After spending about four years in the service of the engineering department, in 1848 he was assigned to the 77th Tengin Infantry Regiment with the rank of second lieutenant and immediately took part in the Caucasus campaigns.
On June 23 1867 Golovachev was promoted to major general, with the appointment of the military governor of the Syr Darya region in Turkestan, and on September 21 he arrived in Tashkent, the place of his new service.
In April 1868, the Bukhara campaign began, the result of which was the conquest of almost the entire Miyankal valley and the capture of Samarkand, Golovachev himself directly commanded the troops in the battles on the Chapan-Ata heights and at Zerabulak.
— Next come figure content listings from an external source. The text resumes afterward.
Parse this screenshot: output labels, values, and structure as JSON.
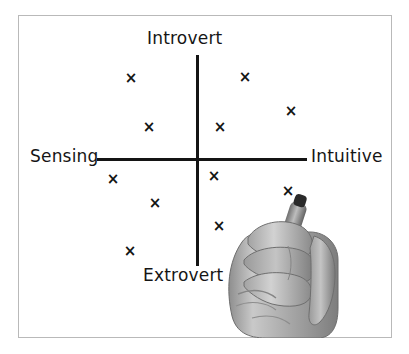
{
  "figure": {
    "title_visible": false,
    "background_color": "#ffffff",
    "frame_color": "#b9b9b9",
    "ink_color": "#141414"
  },
  "axes": {
    "vertical": {
      "top_label": "Introvert",
      "bottom_label": "Extrovert"
    },
    "horizontal": {
      "left_label": "Sensing",
      "right_label": "Intuitive"
    }
  },
  "illustration": {
    "hand_description": "hand holding marker",
    "marker_description": "marker-pen",
    "pen_tip_point": {
      "x": 288,
      "y": 196
    }
  },
  "chart_data": {
    "type": "scatter",
    "title": "",
    "xlabel": "Sensing — Intuitive",
    "ylabel": "Extrovert — Introvert",
    "marker": "x",
    "grid": false,
    "legend": "none",
    "axis_labels": {
      "x_left": "Sensing",
      "x_right": "Intuitive",
      "y_top": "Introvert",
      "y_bottom": "Extrovert"
    },
    "origin_px": {
      "x": 197,
      "y": 159
    },
    "xlim": [
      -1,
      1
    ],
    "ylim": [
      -1,
      1
    ],
    "points": [
      {
        "id": "p1",
        "quadrant": "Introvert-Sensing",
        "px": 131,
        "py": 78,
        "x": -0.6,
        "y": 0.77
      },
      {
        "id": "p2",
        "quadrant": "Introvert-Sensing",
        "px": 149,
        "py": 127,
        "x": -0.44,
        "y": 0.3
      },
      {
        "id": "p3",
        "quadrant": "Introvert-Intuitive",
        "px": 245,
        "py": 77,
        "x": 0.44,
        "y": 0.78
      },
      {
        "id": "p4",
        "quadrant": "Introvert-Intuitive",
        "px": 291,
        "py": 111,
        "x": 0.87,
        "y": 0.46
      },
      {
        "id": "p5",
        "quadrant": "Introvert-Intuitive",
        "px": 220,
        "py": 127,
        "x": 0.21,
        "y": 0.3
      },
      {
        "id": "p6",
        "quadrant": "Extrovert-Sensing",
        "px": 113,
        "py": 179,
        "x": -0.78,
        "y": -0.19
      },
      {
        "id": "p7",
        "quadrant": "Extrovert-Sensing",
        "px": 155,
        "py": 203,
        "x": -0.39,
        "y": -0.41
      },
      {
        "id": "p8",
        "quadrant": "Extrovert-Sensing",
        "px": 130,
        "py": 251,
        "x": -0.62,
        "y": -0.86
      },
      {
        "id": "p9",
        "quadrant": "Extrovert-Intuitive",
        "px": 214,
        "py": 176,
        "x": 0.16,
        "y": -0.16
      },
      {
        "id": "p10",
        "quadrant": "Extrovert-Intuitive",
        "px": 219,
        "py": 226,
        "x": 0.2,
        "y": -0.62
      },
      {
        "id": "p11",
        "quadrant": "Extrovert-Intuitive",
        "px": 288,
        "py": 191,
        "x": 0.84,
        "y": -0.3,
        "being_drawn": true
      }
    ],
    "point_count": 11,
    "quadrant_counts": {
      "Introvert-Sensing": 2,
      "Introvert-Intuitive": 3,
      "Extrovert-Sensing": 3,
      "Extrovert-Intuitive": 3
    },
    "marker_glyph": "×"
  }
}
On 17 September he set out with a retinue and an escort and crossed the Kyzylkum steppe to Min-Bulak and then, connecting with the speaker who spoke to him about the Kazalinsky detachment, he returned through Irki-Bai to Kazalinsk.
In the same year, on July 7, after the occupation of Khiva by Russian troops, he was instructed, with a part of the Turkestan detachment and with two Caucasian (Sunzhenskaya and Dagestan) mounted irregulars, to punish the Yomud Turkmens who refused to fulfill the demand of Governor-General von Kaufman regarding payment of indemnity.